Ella McCay Review

Director James L. Brooks returns to the big screen with a bland, saccharine dramedy.

Emma Mackey as Ella McCay in Ella McCay. Photo courtesy of 20th Century Studios

Ella McCay is a new dramedy from writer-director James L. Brooks, director of Terms of Endearment, Broadcast News, and As Good As It Gets, and his first film in 15 years. This film about family, responsibility, and doing the right thing is a dated bit of fluff that doesn’t compare to the filmmaker’s best work.

The film follows titular Ella McCay (Emma Mackey), an idealistic young woman who suddenly becomes governor of her state when her boss and mentor, the previous governor, gets sworn in as a presidential Cabinet member.
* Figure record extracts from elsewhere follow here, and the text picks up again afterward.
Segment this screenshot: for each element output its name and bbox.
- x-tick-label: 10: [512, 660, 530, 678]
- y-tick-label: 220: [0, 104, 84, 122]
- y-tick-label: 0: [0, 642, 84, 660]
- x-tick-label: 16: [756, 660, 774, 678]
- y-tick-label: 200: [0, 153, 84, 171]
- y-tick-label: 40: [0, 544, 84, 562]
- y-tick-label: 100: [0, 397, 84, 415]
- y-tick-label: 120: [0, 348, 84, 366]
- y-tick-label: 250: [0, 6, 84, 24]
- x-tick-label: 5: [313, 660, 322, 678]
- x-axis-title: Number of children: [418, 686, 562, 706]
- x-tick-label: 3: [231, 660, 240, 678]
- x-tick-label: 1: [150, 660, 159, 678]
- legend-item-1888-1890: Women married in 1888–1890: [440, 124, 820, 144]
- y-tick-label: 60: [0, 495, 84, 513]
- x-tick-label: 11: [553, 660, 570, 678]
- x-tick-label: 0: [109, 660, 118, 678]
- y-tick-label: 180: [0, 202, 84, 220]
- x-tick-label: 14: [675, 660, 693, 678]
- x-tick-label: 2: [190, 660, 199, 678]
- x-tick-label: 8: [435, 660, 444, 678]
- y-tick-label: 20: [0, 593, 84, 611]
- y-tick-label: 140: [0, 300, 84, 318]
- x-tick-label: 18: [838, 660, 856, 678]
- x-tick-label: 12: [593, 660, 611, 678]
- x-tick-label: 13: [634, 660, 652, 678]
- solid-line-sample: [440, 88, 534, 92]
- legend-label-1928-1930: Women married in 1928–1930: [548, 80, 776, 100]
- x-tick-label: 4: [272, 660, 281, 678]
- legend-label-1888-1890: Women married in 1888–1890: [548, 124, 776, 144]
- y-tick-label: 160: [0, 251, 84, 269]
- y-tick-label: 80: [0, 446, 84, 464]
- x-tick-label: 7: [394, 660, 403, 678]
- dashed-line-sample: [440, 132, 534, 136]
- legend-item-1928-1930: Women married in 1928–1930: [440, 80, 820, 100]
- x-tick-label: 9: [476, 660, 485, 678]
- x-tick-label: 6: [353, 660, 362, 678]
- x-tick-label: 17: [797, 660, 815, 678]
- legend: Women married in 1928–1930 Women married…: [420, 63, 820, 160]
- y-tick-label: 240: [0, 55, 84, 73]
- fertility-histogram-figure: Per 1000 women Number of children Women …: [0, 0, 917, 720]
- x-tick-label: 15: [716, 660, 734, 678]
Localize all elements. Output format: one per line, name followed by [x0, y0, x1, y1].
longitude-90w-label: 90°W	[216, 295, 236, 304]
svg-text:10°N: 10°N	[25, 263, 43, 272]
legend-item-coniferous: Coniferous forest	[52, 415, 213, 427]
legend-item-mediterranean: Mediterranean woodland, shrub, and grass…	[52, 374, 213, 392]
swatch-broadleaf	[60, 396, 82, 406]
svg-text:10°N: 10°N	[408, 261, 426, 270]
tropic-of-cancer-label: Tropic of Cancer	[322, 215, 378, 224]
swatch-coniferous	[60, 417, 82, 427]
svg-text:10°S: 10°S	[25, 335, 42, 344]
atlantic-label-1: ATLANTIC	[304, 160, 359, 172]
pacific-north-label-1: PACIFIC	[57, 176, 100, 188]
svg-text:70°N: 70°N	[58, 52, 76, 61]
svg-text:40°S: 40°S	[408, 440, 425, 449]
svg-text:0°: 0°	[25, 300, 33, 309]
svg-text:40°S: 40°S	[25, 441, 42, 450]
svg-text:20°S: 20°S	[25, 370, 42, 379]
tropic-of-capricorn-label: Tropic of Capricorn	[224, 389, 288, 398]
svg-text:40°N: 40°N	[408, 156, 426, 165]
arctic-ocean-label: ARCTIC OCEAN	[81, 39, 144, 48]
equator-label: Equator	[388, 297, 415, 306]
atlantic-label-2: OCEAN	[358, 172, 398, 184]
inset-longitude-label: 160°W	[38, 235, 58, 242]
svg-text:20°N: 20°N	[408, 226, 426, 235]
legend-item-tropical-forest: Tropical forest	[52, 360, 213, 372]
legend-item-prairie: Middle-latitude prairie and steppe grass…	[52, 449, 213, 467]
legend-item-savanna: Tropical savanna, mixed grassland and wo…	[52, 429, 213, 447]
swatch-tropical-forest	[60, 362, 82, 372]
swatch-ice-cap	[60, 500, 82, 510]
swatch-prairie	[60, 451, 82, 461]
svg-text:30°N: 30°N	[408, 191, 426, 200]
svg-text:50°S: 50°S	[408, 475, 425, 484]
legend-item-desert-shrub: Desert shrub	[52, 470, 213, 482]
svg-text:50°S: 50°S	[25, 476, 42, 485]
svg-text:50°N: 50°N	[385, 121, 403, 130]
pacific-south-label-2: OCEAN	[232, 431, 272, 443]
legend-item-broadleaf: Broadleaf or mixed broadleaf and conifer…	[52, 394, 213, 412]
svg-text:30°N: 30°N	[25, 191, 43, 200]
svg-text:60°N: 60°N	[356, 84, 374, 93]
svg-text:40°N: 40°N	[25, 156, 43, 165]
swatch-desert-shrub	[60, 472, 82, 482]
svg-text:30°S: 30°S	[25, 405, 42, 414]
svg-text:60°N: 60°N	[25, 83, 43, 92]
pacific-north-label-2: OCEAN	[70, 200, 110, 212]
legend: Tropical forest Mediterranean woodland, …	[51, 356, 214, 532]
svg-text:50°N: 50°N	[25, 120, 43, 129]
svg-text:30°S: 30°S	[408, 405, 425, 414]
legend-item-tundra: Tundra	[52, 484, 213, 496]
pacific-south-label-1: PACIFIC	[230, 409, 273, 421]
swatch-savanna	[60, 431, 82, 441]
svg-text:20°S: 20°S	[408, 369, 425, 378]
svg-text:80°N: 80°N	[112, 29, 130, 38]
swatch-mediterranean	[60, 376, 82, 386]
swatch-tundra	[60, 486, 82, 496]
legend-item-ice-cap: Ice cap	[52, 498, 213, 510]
Meanwhile, she wrestles with her family: her womanizing father (Woody Harrelson), who suddenly wants to make amends, and her agoraphobic brother (Spike Fearn), who is wrestling with a personal crisis. To make things worse, her jealous husband (Jack Lowden) threatens to cause things to spin out of control.

Emma Mackey as Ella McCay in Ella McCay. Photo courtesy of 20th Century Studios

This is a bland film. There are plot elements that could have come together into something better, but they’re wasted in this mediocre, feel-good movie. Based on my synopsis, I can imagine this as a compelling dramatic miniseries. The hopefulness of the material’s lighthearted execution here just feels saccharine.

The film is also tone-deaf to the current political moment; it feels like a fantasy. It’s out of touch with its oversimplified depiction of governance and relative political decency in a moment of weakness. Brooks doesn’t even have the courage here to name the state where the story takes place. If the movie was good enough, I could have forgiven this aspect, but it’s not.

Emma Mackey as Ella McCay in Ella McCay. Photo courtesy of 20th Century Studios

The performances are underwhelming, to say the least, but the actors didn’t have much to work with in the script. The stacked supporting cast is simply wasted. Actors that I usually love watching—Jamie Lee Curtis, Woody Harrelson, Ayo Edebiri, Rebecca Hall, Kumail Nanjiani—have little to do and deliver performances that are far below the quality of their usual output. The characters they play are broad caricatures that do little to sell the film’s emotional stakes.

I was hopeful going into Ella McCay, having seen none of the marketing material and only knowing the film was the return of James L. Brooks to the big screen. If you want to see his best work, avoid this and watch his movies from the 1980s and 1990s. Even today, those films don’t feel as dated as this one.

Ella McCay opens in theaters on December 12, 2025.